Lennar Builds Bigger Losses

Recs

1

There are some times when it's especially absurd for the analyst-dart throwers on Wall Street to even attempt to forecast a company's results. Perhaps never was that fact truer than with Lennar's (NYSE: LEN) latest quarterly results, which were nearly three times as bad as the throwers' consensus expectations.

For the quarter, the company reported a loss of $513.9 million, or $3.25 a shares, compared to earnings of $206.7 million, or $1.30 a share in the same quarter a year ago. The most recent quarter included charges of $3.33 per share related to valuation adjustments and write-offs. Revenues for the period slid 44% to $2.3 billion. The analysts apparently were looking for about a $0.58 per-share loss.

There was little quantifiable in the quarter on which to base any sort of belief that a light at the end of the tunnel would be anything but a rapidly approaching locomotive. And Lennar CEO Stuart Miller's comments accompanying his company's release didn't set a different tone. As he said, "Heavy discounting by builders, and now the existing home market as well has continued to drive pricing downward. Consumer confidence in housing has remained low, while the mortgage market has continued to redefine itself, creating higher cancellation rates."

That cancellation rate was 32% for the quarter, comparable to the experiences of other builders that reported during the past reporting period. Lennar is the first of the builders to release results in the latest go-round, but I wouldn't expect a materially different tone from the likes of Centex (NYSE: CTX), Ryland (NYSE: RYL), D.R. Horton (NYSE: DHI), or Beazer (NYSE: BZH).

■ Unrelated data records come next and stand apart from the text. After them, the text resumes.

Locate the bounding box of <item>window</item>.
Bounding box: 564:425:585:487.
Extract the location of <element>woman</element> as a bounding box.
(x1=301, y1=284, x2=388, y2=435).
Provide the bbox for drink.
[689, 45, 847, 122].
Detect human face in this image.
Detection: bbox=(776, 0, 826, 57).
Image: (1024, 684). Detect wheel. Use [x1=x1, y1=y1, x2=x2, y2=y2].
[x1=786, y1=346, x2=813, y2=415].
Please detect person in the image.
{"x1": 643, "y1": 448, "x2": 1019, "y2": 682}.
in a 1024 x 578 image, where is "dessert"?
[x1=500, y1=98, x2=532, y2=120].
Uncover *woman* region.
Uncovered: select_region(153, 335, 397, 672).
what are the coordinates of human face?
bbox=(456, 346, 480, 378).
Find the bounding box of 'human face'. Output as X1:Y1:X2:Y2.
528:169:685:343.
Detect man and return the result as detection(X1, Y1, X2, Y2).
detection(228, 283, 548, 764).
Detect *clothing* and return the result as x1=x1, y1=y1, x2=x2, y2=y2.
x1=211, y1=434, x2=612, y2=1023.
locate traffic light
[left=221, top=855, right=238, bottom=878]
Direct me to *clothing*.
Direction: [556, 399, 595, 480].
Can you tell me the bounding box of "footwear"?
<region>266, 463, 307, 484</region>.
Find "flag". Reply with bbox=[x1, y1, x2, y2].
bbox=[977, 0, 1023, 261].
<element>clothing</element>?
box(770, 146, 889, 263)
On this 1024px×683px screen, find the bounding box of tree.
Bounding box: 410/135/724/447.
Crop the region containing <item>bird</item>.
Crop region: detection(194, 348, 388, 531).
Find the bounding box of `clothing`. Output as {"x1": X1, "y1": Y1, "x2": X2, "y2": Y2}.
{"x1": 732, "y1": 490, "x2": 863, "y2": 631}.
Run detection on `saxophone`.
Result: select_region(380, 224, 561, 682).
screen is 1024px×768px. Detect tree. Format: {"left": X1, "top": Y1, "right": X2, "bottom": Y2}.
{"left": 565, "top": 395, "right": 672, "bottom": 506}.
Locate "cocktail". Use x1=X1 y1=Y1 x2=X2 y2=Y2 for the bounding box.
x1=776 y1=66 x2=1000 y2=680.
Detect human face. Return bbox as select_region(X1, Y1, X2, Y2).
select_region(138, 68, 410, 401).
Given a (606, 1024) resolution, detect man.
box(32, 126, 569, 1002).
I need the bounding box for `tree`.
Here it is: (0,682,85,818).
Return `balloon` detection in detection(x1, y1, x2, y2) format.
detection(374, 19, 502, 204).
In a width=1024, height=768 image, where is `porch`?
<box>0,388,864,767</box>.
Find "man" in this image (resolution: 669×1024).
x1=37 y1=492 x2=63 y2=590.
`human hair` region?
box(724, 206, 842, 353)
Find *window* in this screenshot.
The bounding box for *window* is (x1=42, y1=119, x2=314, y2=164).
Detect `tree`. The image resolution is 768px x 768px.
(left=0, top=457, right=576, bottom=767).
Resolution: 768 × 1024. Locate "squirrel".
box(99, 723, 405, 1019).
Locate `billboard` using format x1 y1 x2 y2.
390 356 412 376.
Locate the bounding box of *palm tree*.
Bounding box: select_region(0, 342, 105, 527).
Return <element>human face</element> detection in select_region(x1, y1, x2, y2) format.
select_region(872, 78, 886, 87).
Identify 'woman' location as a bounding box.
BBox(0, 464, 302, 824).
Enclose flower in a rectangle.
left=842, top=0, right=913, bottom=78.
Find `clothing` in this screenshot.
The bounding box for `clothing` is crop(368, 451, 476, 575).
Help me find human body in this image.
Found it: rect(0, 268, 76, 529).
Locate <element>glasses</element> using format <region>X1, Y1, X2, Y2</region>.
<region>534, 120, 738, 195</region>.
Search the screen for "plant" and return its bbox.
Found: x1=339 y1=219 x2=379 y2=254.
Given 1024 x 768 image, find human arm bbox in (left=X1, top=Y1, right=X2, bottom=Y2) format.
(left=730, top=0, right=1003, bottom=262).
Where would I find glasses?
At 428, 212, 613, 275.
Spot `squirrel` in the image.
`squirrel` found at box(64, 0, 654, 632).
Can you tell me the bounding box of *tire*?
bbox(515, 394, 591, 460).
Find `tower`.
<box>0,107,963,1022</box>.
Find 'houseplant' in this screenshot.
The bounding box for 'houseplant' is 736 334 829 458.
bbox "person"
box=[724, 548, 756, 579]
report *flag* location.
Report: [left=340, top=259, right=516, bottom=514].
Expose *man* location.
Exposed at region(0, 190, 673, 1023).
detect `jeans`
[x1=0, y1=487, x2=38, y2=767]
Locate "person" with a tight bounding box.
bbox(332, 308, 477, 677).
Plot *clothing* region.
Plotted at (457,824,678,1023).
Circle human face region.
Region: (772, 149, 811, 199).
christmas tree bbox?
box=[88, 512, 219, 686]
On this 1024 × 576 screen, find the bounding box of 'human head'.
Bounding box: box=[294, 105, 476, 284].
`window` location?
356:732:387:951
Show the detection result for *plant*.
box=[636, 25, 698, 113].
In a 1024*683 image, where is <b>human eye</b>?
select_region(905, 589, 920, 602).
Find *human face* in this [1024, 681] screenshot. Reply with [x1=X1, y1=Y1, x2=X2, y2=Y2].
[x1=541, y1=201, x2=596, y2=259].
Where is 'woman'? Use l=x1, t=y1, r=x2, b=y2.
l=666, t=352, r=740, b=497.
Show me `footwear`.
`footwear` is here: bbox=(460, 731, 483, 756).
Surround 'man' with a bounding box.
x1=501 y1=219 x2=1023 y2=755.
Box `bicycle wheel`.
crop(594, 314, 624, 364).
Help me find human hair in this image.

Indeed, it remains difficult to see how the efforts that Miller described by the mortgage market to "define itself" can have any effect on housing other than to retard its turnaround. With subprime lending reduced to a trickle and jumbo loans nearly as hard to get, the first-time buyer and the luxury end of the homebuilding market are both reeling. At the same time, there appears to be little reason to expect meaningful change until late 2008 at the earliest.